CGAP: Urban Region Representation Learning with Coarsened Graph Attention Pooling
Zhuo Xu, Xiao Zhou
TL;DR
This work tackles urban region representation learning by formulating cities as multi-view graphs that combine POIs and mobility with regional topology. It introduces Coarsened Graph Attention Pooling (CGAP), a hierarchical pooling mechanism that uses local attention to build coarsened graphs and a global attention layer to fuse global context with local embeddings, yielding a global feature $h_g$. The method is trained with a region-embedding loss and multi-task objectives that decode embeddings into mobility and POI signals, demonstrating superior performance over strong baselines on crime prediction, check-ins, and land-use tasks. The approach enables richer, multi-modal urban representations with potential for scalable deployment in urban planning and UNSDG-related analytics.
Abstract
The explosion of massive urban data recently has provided us with a valuable opportunity to gain deeper insights into urban regions and the daily lives of residents. Urban region representation learning emerges as a crucial realm for fulfilling this task. Among deep learning approaches, graph neural networks (GNNs) have shown promise, given that city elements can be naturally represented as nodes with various connections between them as edges. However, many existing GNN approaches encounter challenges such as over-smoothing and limitations in capturing information from nodes in other regions, resulting in the loss of crucial urban information and a decline in region representation performance. To address these challenges, we leverage urban graph structure information and introduce a hierarchical graph pooling process called Coarsened Graph Attention Pooling (CGAP). CGAP features local attention units to create coarsened intermediate graphs and global features. Additionally, by incorporating urban region graphs and global features into a global attention layer, we harness relational information to enhance representation effectiveness. Furthermore, CGAP integrates region attributes such as Points of Interest (POIs) and inter-regional contexts like human mobility, enabling the exploitation of multi-modal urban data for more comprehensive representation learning. Experiments on three downstream tasks related to the UN Sustainable Development Goals validate the effectiveness of region representations learned by our approach. Experimental results and analyses demonstrate that CGAP excels in various socioeconomic prediction tasks compared to competitive baselines.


**EXERCISE DETAILS**
Please write every entry out again, exactly as it reads below.

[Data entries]
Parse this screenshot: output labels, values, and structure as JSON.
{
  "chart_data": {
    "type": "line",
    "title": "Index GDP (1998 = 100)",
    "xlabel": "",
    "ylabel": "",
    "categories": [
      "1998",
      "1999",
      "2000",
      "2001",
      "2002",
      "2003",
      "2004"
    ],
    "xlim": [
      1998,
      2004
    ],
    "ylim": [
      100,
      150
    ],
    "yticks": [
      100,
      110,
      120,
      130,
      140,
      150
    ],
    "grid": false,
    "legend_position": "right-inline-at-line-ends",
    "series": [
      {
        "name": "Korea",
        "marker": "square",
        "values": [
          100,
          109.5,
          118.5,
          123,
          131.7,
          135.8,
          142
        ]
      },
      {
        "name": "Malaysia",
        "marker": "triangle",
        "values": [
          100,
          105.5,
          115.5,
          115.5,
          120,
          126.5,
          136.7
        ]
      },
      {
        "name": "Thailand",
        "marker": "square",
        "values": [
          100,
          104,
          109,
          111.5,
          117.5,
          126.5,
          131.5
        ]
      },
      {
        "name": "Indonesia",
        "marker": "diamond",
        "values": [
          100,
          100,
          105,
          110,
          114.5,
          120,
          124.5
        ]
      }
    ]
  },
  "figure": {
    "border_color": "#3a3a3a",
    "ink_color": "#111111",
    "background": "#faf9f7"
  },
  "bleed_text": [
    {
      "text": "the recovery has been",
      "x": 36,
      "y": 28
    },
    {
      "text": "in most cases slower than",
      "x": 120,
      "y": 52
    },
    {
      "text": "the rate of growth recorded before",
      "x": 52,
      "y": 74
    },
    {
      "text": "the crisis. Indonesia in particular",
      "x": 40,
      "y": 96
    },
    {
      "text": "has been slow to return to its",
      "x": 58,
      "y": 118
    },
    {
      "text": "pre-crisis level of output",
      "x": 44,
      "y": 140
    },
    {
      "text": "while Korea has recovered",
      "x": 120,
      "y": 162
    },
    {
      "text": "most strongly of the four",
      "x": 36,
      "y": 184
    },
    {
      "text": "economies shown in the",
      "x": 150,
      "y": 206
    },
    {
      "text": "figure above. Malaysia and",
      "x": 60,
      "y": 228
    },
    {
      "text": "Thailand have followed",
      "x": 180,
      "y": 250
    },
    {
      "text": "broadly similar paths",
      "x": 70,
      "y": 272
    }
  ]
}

**SOLUTION TO THIS PROBLEM**
Parse this screenshot: output labels, values, and structure as JSON.
{
  "chart_data": {
    "type": "line",
    "title": "Index GDP (1998 = 100)",
    "xlabel": "",
    "ylabel": "",
    "categories": [
      "1998",
      "1999",
      "2000",
      "2001",
      "2002",
      "2003",
      "2004"
    ],
    "xlim": [
      1998,
      2004
    ],
    "ylim": [
      100,
      150
    ],
    "yticks": [
      100,
      110,
      120,
      130,
      140,
      150
    ],
    "grid": false,
    "legend_position": "right-inline-at-line-ends",
    "series": [
      {
        "name": "Korea",
        "marker": "square",
        "values": [
          100,
          109.5,
          118.5,
          123,
          131.7,
          135.8,
          142
        ]
      },
      {
        "name": "Malaysia",
        "marker": "triangle",
        "values": [
          100,
          105.5,
          115.5,
          115.5,
          120,
          126.5,
          136.7
        ]
      },
      {
        "name": "Thailand",
        "marker": "square",
        "values": [
          100,
          104,
          109,
          111.5,
          117.5,
          126.5,
          131.5
        ]
      },
      {
        "name": "Indonesia",
        "marker": "diamond",
        "values": [
          100,
          100,
          105,
          110,
          114.5,
          120,
          124.5
        ]
      }
    ]
  },
  "figure": {
    "border_color": "#3a3a3a",
    "ink_color": "#111111",
    "background": "#faf9f7"
  },
  "bleed_text": [
    {
      "text": "the recovery has been",
      "x": 36,
      "y": 28
    },
    {
      "text": "in most cases slower than",
      "x": 120,
      "y": 52
    },
    {
      "text": "the rate of growth recorded before",
      "x": 52,
      "y": 74
    },
    {
      "text": "the crisis. Indonesia in particular",
      "x": 40,
      "y": 96
    },
    {
      "text": "has been slow to return to its",
      "x": 58,
      "y": 118
    },
    {
      "text": "pre-crisis level of output",
      "x": 44,
      "y": 140
    },
    {
      "text": "while Korea has recovered",
      "x": 120,
      "y": 162
    },
    {
      "text": "most strongly of the four",
      "x": 36,
      "y": 184
    },
    {
      "text": "economies shown in the",
      "x": 150,
      "y": 206
    },
    {
      "text": "figure above. Malaysia and",
      "x": 60,
      "y": 228
    },
    {
      "text": "Thailand have followed",
      "x": 180,
      "y": 250
    },
    {
      "text": "broadly similar paths",
      "x": 70,
      "y": 272
    }
  ]
}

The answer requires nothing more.